I think about my experience of running a Shared Lives scheme and wonder whether that might be one option for future me. I reflect on the kind of small-scale supported living services that help my friend with a learning disability and wonder why I haven’t seen anything like that for older people. I read lovely stories of cohousing schemes where like minded people decide to live together and support each other. I remember Homeshare and Keyring and models of support that are reciprocal. I consider how disabled people employ Personal Assistants and the role Direct Payment support services play in helping with things like payroll and HR. I muse on hybrids, off shoots and creative challengers to all these models and approaches and get excited by all that potential. Then sadly, I realise that if I was 85 today, stuck in a hospital bed and needing support there is no route in my town to any of these approaches and models, let alone the creative hybrids.

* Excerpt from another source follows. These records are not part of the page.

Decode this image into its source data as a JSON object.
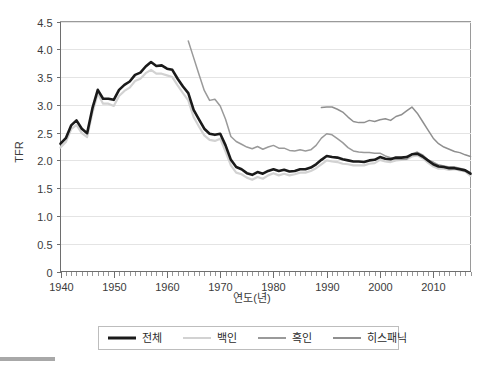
{
  "chart_data": {
    "type": "line",
    "title": "",
    "xlabel": "연도(년)",
    "ylabel": "TFR",
    "xlim": [
      1940,
      2017
    ],
    "ylim": [
      0,
      4.5
    ],
    "grid": true,
    "legend_position": "bottom",
    "x_ticks": [
      "1940",
      "1950",
      "1960",
      "1970",
      "1980",
      "1990",
      "2000",
      "2010"
    ],
    "x_tick_values": [
      1940,
      1950,
      1960,
      1970,
      1980,
      1990,
      2000,
      2010
    ],
    "y_ticks": [
      "0",
      "0.5",
      "1.0",
      "1.5",
      "2.0",
      "2.5",
      "3.0",
      "3.5",
      "4.0",
      "4.5"
    ],
    "y_tick_values": [
      0,
      0.5,
      1.0,
      1.5,
      2.0,
      2.5,
      3.0,
      3.5,
      4.0,
      4.5
    ],
    "series": [
      {
        "name": "전체",
        "color": "#1a1a1a",
        "width": 2.6,
        "x": [
          1940,
          1941,
          1942,
          1943,
          1944,
          1945,
          1946,
          1947,
          1948,
          1949,
          1950,
          1951,
          1952,
          1953,
          1954,
          1955,
          1956,
          1957,
          1958,
          1959,
          1960,
          1961,
          1962,
          1963,
          1964,
          1965,
          1966,
          1967,
          1968,
          1969,
          1970,
          1971,
          1972,
          1973,
          1974,
          1975,
          1976,
          1977,
          1978,
          1979,
          1980,
          1981,
          1982,
          1983,
          1984,
          1985,
          1986,
          1987,
          1988,
          1989,
          1990,
          1991,
          1992,
          1993,
          1994,
          1995,
          1996,
          1997,
          1998,
          1999,
          2000,
          2001,
          2002,
          2003,
          2004,
          2005,
          2006,
          2007,
          2008,
          2009,
          2010,
          2011,
          2012,
          2013,
          2014,
          2015,
          2016,
          2017
        ],
        "values": [
          2.3,
          2.4,
          2.63,
          2.72,
          2.57,
          2.49,
          2.94,
          3.27,
          3.11,
          3.11,
          3.09,
          3.27,
          3.36,
          3.42,
          3.54,
          3.58,
          3.69,
          3.77,
          3.7,
          3.71,
          3.65,
          3.63,
          3.47,
          3.33,
          3.21,
          2.91,
          2.74,
          2.57,
          2.48,
          2.46,
          2.48,
          2.27,
          2.01,
          1.88,
          1.84,
          1.77,
          1.74,
          1.79,
          1.76,
          1.81,
          1.84,
          1.81,
          1.83,
          1.8,
          1.81,
          1.84,
          1.84,
          1.87,
          1.93,
          2.01,
          2.08,
          2.06,
          2.05,
          2.02,
          2.0,
          1.98,
          1.98,
          1.97,
          2.0,
          2.01,
          2.06,
          2.03,
          2.02,
          2.05,
          2.05,
          2.06,
          2.11,
          2.12,
          2.07,
          2.0,
          1.93,
          1.89,
          1.88,
          1.86,
          1.86,
          1.84,
          1.82,
          1.76
        ]
      },
      {
        "name": "백인",
        "color": "#d2d2d2",
        "width": 2.2,
        "x": [
          1940,
          1941,
          1942,
          1943,
          1944,
          1945,
          1946,
          1947,
          1948,
          1949,
          1950,
          1951,
          1952,
          1953,
          1954,
          1955,
          1956,
          1957,
          1958,
          1959,
          1960,
          1961,
          1962,
          1963,
          1964,
          1965,
          1966,
          1967,
          1968,
          1969,
          1970,
          1971,
          1972,
          1973,
          1974,
          1975,
          1976,
          1977,
          1978,
          1979,
          1980,
          1981,
          1982,
          1983,
          1984,
          1985,
          1986,
          1987,
          1988,
          1989,
          1990,
          1991,
          1992,
          1993,
          1994,
          1995,
          1996,
          1997,
          1998,
          1999,
          2000,
          2001,
          2002,
          2003,
          2004,
          2005,
          2006,
          2007,
          2008,
          2009,
          2010,
          2011,
          2012,
          2013,
          2014,
          2015,
          2016,
          2017
        ],
        "values": [
          2.23,
          2.33,
          2.56,
          2.64,
          2.49,
          2.42,
          2.86,
          3.2,
          3.02,
          3.02,
          2.98,
          3.16,
          3.25,
          3.31,
          3.43,
          3.47,
          3.57,
          3.63,
          3.56,
          3.56,
          3.53,
          3.5,
          3.35,
          3.21,
          3.08,
          2.78,
          2.61,
          2.45,
          2.37,
          2.35,
          2.39,
          2.16,
          1.91,
          1.78,
          1.75,
          1.69,
          1.65,
          1.7,
          1.67,
          1.73,
          1.77,
          1.73,
          1.76,
          1.73,
          1.75,
          1.78,
          1.78,
          1.81,
          1.86,
          1.93,
          2.0,
          1.98,
          1.97,
          1.94,
          1.93,
          1.91,
          1.91,
          1.91,
          1.94,
          1.95,
          2.01,
          1.98,
          1.97,
          2.0,
          2.01,
          2.02,
          2.07,
          2.09,
          2.04,
          1.96,
          1.89,
          1.85,
          1.85,
          1.83,
          1.84,
          1.82,
          1.8,
          1.72
        ]
      },
      {
        "name": "흑인",
        "color": "#9a9a9a",
        "width": 1.5,
        "x": [
          1964,
          1965,
          1966,
          1967,
          1968,
          1969,
          1970,
          1971,
          1972,
          1973,
          1974,
          1975,
          1976,
          1977,
          1978,
          1979,
          1980,
          1981,
          1982,
          1983,
          1984,
          1985,
          1986,
          1987,
          1988,
          1989,
          1990,
          1991,
          1992,
          1993,
          1994,
          1995,
          1996,
          1997,
          1998,
          1999,
          2000,
          2001,
          2002,
          2003,
          2004,
          2005,
          2006,
          2007,
          2008,
          2009,
          2010,
          2011,
          2012,
          2013,
          2014,
          2015,
          2016,
          2017
        ],
        "values": [
          4.15,
          3.85,
          3.55,
          3.26,
          3.08,
          3.1,
          2.98,
          2.74,
          2.43,
          2.34,
          2.29,
          2.24,
          2.21,
          2.25,
          2.2,
          2.24,
          2.27,
          2.22,
          2.22,
          2.18,
          2.17,
          2.19,
          2.17,
          2.19,
          2.27,
          2.4,
          2.48,
          2.46,
          2.39,
          2.32,
          2.23,
          2.17,
          2.15,
          2.14,
          2.14,
          2.13,
          2.13,
          2.08,
          2.05,
          2.02,
          2.02,
          2.02,
          2.11,
          2.15,
          2.1,
          2.01,
          1.97,
          1.92,
          1.9,
          1.88,
          1.88,
          1.86,
          1.83,
          1.78
        ]
      },
      {
        "name": "히스패닉",
        "color": "#8f8f8f",
        "width": 1.5,
        "x": [
          1989,
          1990,
          1991,
          1992,
          1993,
          1994,
          1995,
          1996,
          1997,
          1998,
          1999,
          2000,
          2001,
          2002,
          2003,
          2004,
          2005,
          2006,
          2007,
          2008,
          2009,
          2010,
          2011,
          2012,
          2013,
          2014,
          2015,
          2016,
          2017
        ],
        "values": [
          2.95,
          2.96,
          2.96,
          2.92,
          2.87,
          2.78,
          2.7,
          2.68,
          2.68,
          2.72,
          2.7,
          2.73,
          2.75,
          2.72,
          2.79,
          2.82,
          2.89,
          2.96,
          2.85,
          2.7,
          2.55,
          2.4,
          2.3,
          2.24,
          2.2,
          2.16,
          2.14,
          2.1,
          2.07
        ]
      }
    ]
  },
  "legend": {
    "items": [
      {
        "label": "전체"
      },
      {
        "label": "백인"
      },
      {
        "label": "흑인"
      },
      {
        "label": "히스패닉"
      }
    ]
  }
}
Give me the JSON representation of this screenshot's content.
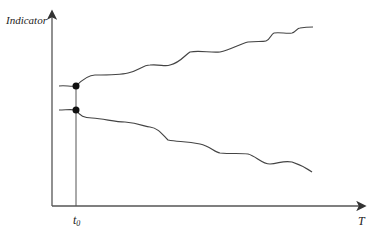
{
  "diagram": {
    "y_axis_label": "Indicator",
    "x_axis_label": "T",
    "marker_label": "t",
    "marker_subscript": "0",
    "line_color": "#333333",
    "curves": [
      {
        "name": "upper-curve",
        "trend": "rising"
      },
      {
        "name": "lower-curve",
        "trend": "falling"
      }
    ]
  }
}
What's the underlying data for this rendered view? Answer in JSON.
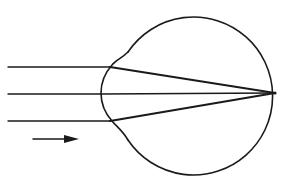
{
  "diagram": {
    "type": "optics-eye-refraction",
    "colors": {
      "line": "#1a1a1a",
      "background": "#ffffff"
    },
    "eyeball": {
      "cx": 194,
      "cy": 93,
      "r": 79
    },
    "cornea": {
      "top": [
        128,
        52
      ],
      "apex": [
        101,
        93
      ],
      "bottom": [
        128,
        140
      ]
    },
    "focal_point": [
      275,
      93
    ],
    "rays": [
      {
        "name": "upper",
        "y": 67,
        "x_start": 8,
        "x_refract": 110
      },
      {
        "name": "middle",
        "y": 94,
        "x_start": 8,
        "x_refract": 101
      },
      {
        "name": "lower",
        "y": 121,
        "x_start": 8,
        "x_refract": 110
      }
    ],
    "direction_arrow": {
      "x1": 33,
      "x2": 79,
      "y": 139,
      "label": "light direction"
    }
  }
}
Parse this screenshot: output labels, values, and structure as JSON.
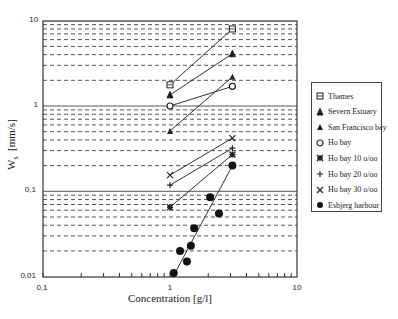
{
  "chart_data": {
    "type": "scatter",
    "title": "",
    "xlabel": "Concentration [g/l]",
    "ylabel": "Ws [mm/s]",
    "xscale": "log",
    "yscale": "log",
    "xlim": [
      0.1,
      10
    ],
    "ylim": [
      0.01,
      10
    ],
    "x_ticks": [
      "0,1",
      "1",
      "10"
    ],
    "y_ticks": [
      "0,01",
      "0,1",
      "1",
      "10"
    ],
    "grid": "horizontal dashed at minor log ticks, solid at decades",
    "legend_position": "right, outside plot",
    "series": [
      {
        "name": "Thames",
        "marker": "square",
        "points": [
          [
            1.0,
            1.77
          ],
          [
            3.1,
            8.0
          ]
        ],
        "line": true
      },
      {
        "name": "Severn Estuary",
        "marker": "star",
        "points": [
          [
            1.0,
            1.35
          ],
          [
            3.1,
            4.1
          ]
        ],
        "line": true
      },
      {
        "name": "San Francisco bay",
        "marker": "triangle",
        "points": [
          [
            1.0,
            0.51
          ],
          [
            3.1,
            2.2
          ]
        ],
        "line": true
      },
      {
        "name": "Ho bay",
        "marker": "circle-open",
        "points": [
          [
            1.0,
            1.0
          ],
          [
            3.1,
            1.7
          ]
        ],
        "line": true
      },
      {
        "name": "Ho bay 10 o/oo",
        "marker": "asterisk",
        "points": [
          [
            1.0,
            0.065
          ],
          [
            3.1,
            0.27
          ]
        ],
        "line": true
      },
      {
        "name": "Ho bay 20 o/oo",
        "marker": "plus",
        "points": [
          [
            1.0,
            0.118
          ],
          [
            3.1,
            0.32
          ]
        ],
        "line": true
      },
      {
        "name": "Ho bay 30 o/oo",
        "marker": "x",
        "points": [
          [
            1.0,
            0.155
          ],
          [
            3.1,
            0.42
          ]
        ],
        "line": true
      },
      {
        "name": "Esbjerg harbour",
        "marker": "circle-filled",
        "points": [
          [
            1.07,
            0.011
          ],
          [
            1.2,
            0.02
          ],
          [
            1.36,
            0.015
          ],
          [
            1.46,
            0.023
          ],
          [
            1.55,
            0.037
          ],
          [
            2.07,
            0.085
          ],
          [
            2.43,
            0.055
          ],
          [
            3.1,
            0.2
          ]
        ],
        "fit_line": [
          [
            1.05,
            0.0098
          ],
          [
            3.1,
            0.2
          ]
        ]
      }
    ]
  },
  "axes": {
    "xlabel": "Concentration [g/l]",
    "ylabel_main": "W",
    "ylabel_sub": "s",
    "ylabel_unit": "[mm/s]"
  },
  "legend": {
    "items": [
      {
        "label": "Thames",
        "marker": "square"
      },
      {
        "label": "Severn Estuary",
        "marker": "star"
      },
      {
        "label": "San Francisco bay",
        "marker": "triangle"
      },
      {
        "label": "Ho bay",
        "marker": "circle-open"
      },
      {
        "label": "Ho bay 10 o/oo",
        "marker": "asterisk"
      },
      {
        "label": "Ho bay 20 o/oo",
        "marker": "plus"
      },
      {
        "label": "Ho bay 30 o/oo",
        "marker": "x"
      },
      {
        "label": "Esbjerg harbour",
        "marker": "circle-filled"
      }
    ]
  }
}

So where is the potential and hope?
Despite all this doom and gloom, I firmly believe that my future weekly £1800, combined with that of others has huge potential power. What might be possible if I and my 50+ year old peers got together to define what we want in the future…how we would spend our £1800 pw and the care or support we would expect for our money. What could our combined spending power and expectation create? What could be created if we started to learn from all those creative care providers and organisations…if we found out why they can’t help 85-year-old me right now…and what is needed for them to change that. Those are questions well worth asking, I think. #WhenIGetOld
Angela Catley
[1] https://www.nuffieldtrust.org.uk/news-item/offer-and-eligibility-who-can-access-state-funded-adult-care-and-what-are-people-entitled-to-1#:~:text=A%20person%20with%20more%20means%20than%20the%20threshold%20of%20%C2%A3,the%20care%20and%20support%20plan.